11–14 Feb 2020
Nordita
Europe/Stockholm timezone

Merging E/I balance and low-dimensional dynamics to understand robustness to optogenetic stimulation in motor cortex (this talk will be streamed)

12 Feb 2020, 13:30
1h
122:026 (Nordita)

122:026

Nordita

Roslagstullsbacken 17, 106 91 Stockholm, Sweden

Speaker

Maneesh Sahani

Description

Targeted optogenetic perturbations are key to investigating functional roles of sub-populations within neural circuits, yet their effects in recurrent networks may be difficult to interpret. Previous work has
shown that optogenetic stimulation of excitatory cells in macaque motor cortex creates large perturbations of task-related activity, but has only subtle effects on ongoing or upcoming behaviour, or the future dynamical evolution of neural population activity. We show that such behaviour can be accounted for within a low-dimensional dynamical
system framework if the dynamics are nonnormal with a nullspace that is well-aligned with the optogenetic perturbation pattern. How might such alignment might arise? We hypothesize that circuit-level features such as E/I balance might contribute crucially. To evaluate this hypothesis from neural recordings, we develop a novel approach to fit a high-dimensional discrete-time balanced E/I network that
expresses the low-dimensional and smooth dynamics observed in the recorded population responses. We indeed find that balanced networks can naturally create the appropriate non-normal structure to generate robustness to perturbation, while retaining the expressive capacity to recapitulate movement-related dynamics. Ultimately, techniques to establish more explicit links between circuit-level properties and population-level dynamics will be necessary to link neural perturbations, which are delivered in circuit coordinates, to the dynamics of computations.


Retype the records that come next, word for word.

-*-

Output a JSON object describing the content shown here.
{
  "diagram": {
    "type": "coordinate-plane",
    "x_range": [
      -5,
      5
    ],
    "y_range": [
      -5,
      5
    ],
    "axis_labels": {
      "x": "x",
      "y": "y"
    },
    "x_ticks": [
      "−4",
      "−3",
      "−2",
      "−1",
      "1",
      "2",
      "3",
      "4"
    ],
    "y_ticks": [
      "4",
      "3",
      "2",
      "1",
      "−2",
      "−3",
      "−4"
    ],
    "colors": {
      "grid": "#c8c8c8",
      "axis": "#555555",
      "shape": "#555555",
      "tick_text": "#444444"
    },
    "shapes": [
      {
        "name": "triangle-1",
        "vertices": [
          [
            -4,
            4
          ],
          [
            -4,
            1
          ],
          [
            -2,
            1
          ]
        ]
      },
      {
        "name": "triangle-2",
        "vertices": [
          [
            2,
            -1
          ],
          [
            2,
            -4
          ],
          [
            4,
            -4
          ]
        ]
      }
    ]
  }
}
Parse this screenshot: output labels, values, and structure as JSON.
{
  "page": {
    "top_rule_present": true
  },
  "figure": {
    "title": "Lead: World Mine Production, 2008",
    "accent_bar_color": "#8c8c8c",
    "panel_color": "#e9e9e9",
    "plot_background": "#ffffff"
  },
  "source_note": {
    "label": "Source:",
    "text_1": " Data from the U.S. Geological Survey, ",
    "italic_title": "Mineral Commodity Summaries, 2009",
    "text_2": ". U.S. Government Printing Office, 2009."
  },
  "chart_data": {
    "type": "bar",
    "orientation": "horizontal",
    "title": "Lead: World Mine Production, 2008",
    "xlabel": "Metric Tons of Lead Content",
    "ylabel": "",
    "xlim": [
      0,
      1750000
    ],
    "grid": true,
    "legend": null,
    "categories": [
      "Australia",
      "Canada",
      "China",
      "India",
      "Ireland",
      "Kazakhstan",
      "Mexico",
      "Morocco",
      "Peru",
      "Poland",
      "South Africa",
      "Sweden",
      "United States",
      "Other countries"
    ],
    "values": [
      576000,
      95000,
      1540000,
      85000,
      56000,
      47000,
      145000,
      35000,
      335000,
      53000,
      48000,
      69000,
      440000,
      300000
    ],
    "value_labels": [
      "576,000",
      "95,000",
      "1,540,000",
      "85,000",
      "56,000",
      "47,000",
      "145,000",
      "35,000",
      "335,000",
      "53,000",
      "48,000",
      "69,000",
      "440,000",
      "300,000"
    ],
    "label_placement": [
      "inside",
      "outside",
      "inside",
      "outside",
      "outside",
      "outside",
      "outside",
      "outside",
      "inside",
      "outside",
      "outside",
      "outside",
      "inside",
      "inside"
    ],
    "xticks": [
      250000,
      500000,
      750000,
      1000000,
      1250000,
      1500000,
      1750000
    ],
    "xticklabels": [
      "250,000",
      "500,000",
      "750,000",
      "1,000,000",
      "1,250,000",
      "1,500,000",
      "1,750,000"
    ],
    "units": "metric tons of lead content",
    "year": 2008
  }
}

-*-

Expected answer ::
Output a JSON object describing the content shown here.
{
  "diagram": {
    "type": "coordinate-plane",
    "x_range": [
      -5,
      5
    ],
    "y_range": [
      -5,
      5
    ],
    "axis_labels": {
      "x": "x",
      "y": "y"
    },
    "x_ticks": [
      "−4",
      "−3",
      "−2",
      "−1",
      "1",
      "2",
      "3",
      "4"
    ],
    "y_ticks": [
      "4",
      "3",
      "2",
      "1",
      "−2",
      "−3",
      "−4"
    ],
    "colors": {
      "grid": "#c8c8c8",
      "axis": "#555555",
      "shape": "#555555",
      "tick_text": "#444444"
    },
    "shapes": [
      {
        "name": "triangle-1",
        "vertices": [
          [
            -4,
            4
          ],
          [
            -4,
            1
          ],
          [
            -2,
            1
          ]
        ]
      },
      {
        "name": "triangle-2",
        "vertices": [
          [
            2,
            -1
          ],
          [
            2,
            -4
          ],
          [
            4,
            -4
          ]
        ]
      }
    ]
  }
}
Parse this screenshot: output labels, values, and structure as JSON.
{
  "page": {
    "top_rule_present": true
  },
  "figure": {
    "title": "Lead: World Mine Production, 2008",
    "accent_bar_color": "#8c8c8c",
    "panel_color": "#e9e9e9",
    "plot_background": "#ffffff"
  },
  "source_note": {
    "label": "Source:",
    "text_1": " Data from the U.S. Geological Survey, ",
    "italic_title": "Mineral Commodity Summaries, 2009",
    "text_2": ". U.S. Government Printing Office, 2009."
  },
  "chart_data": {
    "type": "bar",
    "orientation": "horizontal",
    "title": "Lead: World Mine Production, 2008",
    "xlabel": "Metric Tons of Lead Content",
    "ylabel": "",
    "xlim": [
      0,
      1750000
    ],
    "grid": true,
    "legend": null,
    "categories": [
      "Australia",
      "Canada",
      "China",
      "India",
      "Ireland",
      "Kazakhstan",
      "Mexico",
      "Morocco",
      "Peru",
      "Poland",
      "South Africa",
      "Sweden",
      "United States",
      "Other countries"
    ],
    "values": [
      576000,
      95000,
      1540000,
      85000,
      56000,
      47000,
      145000,
      35000,
      335000,
      53000,
      48000,
      69000,
      440000,
      300000
    ],
    "value_labels": [
      "576,000",
      "95,000",
      "1,540,000",
      "85,000",
      "56,000",
      "47,000",
      "145,000",
      "35,000",
      "335,000",
      "53,000",
      "48,000",
      "69,000",
      "440,000",
      "300,000"
    ],
    "label_placement": [
      "inside",
      "outside",
      "inside",
      "outside",
      "outside",
      "outside",
      "outside",
      "outside",
      "inside",
      "outside",
      "outside",
      "outside",
      "inside",
      "inside"
    ],
    "xticks": [
      250000,
      500000,
      750000,
      1000000,
      1250000,
      1500000,
      1750000
    ],
    "xticklabels": [
      "250,000",
      "500,000",
      "750,000",
      "1,000,000",
      "1,250,000",
      "1,500,000",
      "1,750,000"
    ],
    "units": "metric tons of lead content",
    "year": 2008
  }
}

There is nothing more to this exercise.